Uncertainty-Aware Reward-based Deep Reinforcement Learning for Intent Analysis of Social Media Information
This work addresses the need for targeted interventions against fake news spread by distinguishing malicious from non-malicious intents, though it is incremental as it builds on existing DRL and LSTM methods.
The paper tackled the problem of classifying the intent behind fake news spreaders on social media by proposing a deep reinforcement learning framework that optimizes tweet representation through word removal, achieving 95% multi-class accuracy while reducing the number of selected words.

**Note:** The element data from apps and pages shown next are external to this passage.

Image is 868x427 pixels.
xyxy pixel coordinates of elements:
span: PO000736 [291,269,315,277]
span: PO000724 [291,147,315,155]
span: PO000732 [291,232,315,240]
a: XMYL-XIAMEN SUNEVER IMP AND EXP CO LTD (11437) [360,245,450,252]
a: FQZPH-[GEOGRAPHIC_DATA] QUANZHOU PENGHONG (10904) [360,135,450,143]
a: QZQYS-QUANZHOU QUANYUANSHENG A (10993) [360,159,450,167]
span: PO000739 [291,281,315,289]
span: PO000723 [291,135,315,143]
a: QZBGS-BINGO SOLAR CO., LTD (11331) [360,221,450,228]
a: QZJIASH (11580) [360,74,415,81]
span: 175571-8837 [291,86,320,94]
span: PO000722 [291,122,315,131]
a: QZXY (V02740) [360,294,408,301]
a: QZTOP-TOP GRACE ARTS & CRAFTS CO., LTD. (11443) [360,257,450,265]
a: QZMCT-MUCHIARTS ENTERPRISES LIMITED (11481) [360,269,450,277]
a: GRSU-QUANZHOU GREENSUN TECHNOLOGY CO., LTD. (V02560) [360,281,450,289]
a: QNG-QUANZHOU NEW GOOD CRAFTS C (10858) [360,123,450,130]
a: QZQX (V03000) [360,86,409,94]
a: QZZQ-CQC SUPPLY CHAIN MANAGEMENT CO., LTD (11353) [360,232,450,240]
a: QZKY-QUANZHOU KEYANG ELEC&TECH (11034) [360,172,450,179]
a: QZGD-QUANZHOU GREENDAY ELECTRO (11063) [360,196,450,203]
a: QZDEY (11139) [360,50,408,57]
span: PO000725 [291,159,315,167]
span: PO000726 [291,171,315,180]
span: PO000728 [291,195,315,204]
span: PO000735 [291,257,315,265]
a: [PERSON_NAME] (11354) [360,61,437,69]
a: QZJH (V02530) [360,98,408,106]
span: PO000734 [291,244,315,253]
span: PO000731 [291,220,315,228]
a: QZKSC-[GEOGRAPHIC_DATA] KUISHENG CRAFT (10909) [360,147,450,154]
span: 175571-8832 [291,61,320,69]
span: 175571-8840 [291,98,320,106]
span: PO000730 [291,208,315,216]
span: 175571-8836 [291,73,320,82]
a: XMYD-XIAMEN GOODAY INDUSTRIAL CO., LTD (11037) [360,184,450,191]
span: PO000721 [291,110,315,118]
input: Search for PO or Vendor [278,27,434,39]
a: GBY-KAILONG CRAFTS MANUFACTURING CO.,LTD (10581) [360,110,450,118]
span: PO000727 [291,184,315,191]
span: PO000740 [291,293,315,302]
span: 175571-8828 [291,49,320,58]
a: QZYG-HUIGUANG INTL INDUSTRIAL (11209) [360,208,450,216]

Due to various and serious adverse impacts of spreading fake news, it is often known that only people with malicious intent would propagate fake news. However, it is not necessarily true based on social science studies. Distinguishing the types of fake news spreaders based on their intent is critical because it will effectively guide how to intervene to mitigate the spread of fake news with different approaches. To this end, we propose an intent classification framework that can best identify the correct intent of fake news. We will leverage deep reinforcement learning (DRL) that can optimize the structural representation of each tweet by removing noisy words from the input sequence when appending an actor to the long short-term memory (LSTM) intent classifier. Policy gradient DRL model (e.g., REINFORCE) can lead the actor to a higher delayed reward. We also devise a new uncertainty-aware immediate reward using a subjective opinion that can explicitly deal with multidimensional uncertainty for effective decision-making. Via 600K training episodes from a fake news tweets dataset with an annotated intent class, we evaluate the performance of uncertainty-aware reward in DRL. Evaluation results demonstrate that our proposed framework efficiently reduces the number of selected words to maintain a high 95\% multi-class accuracy.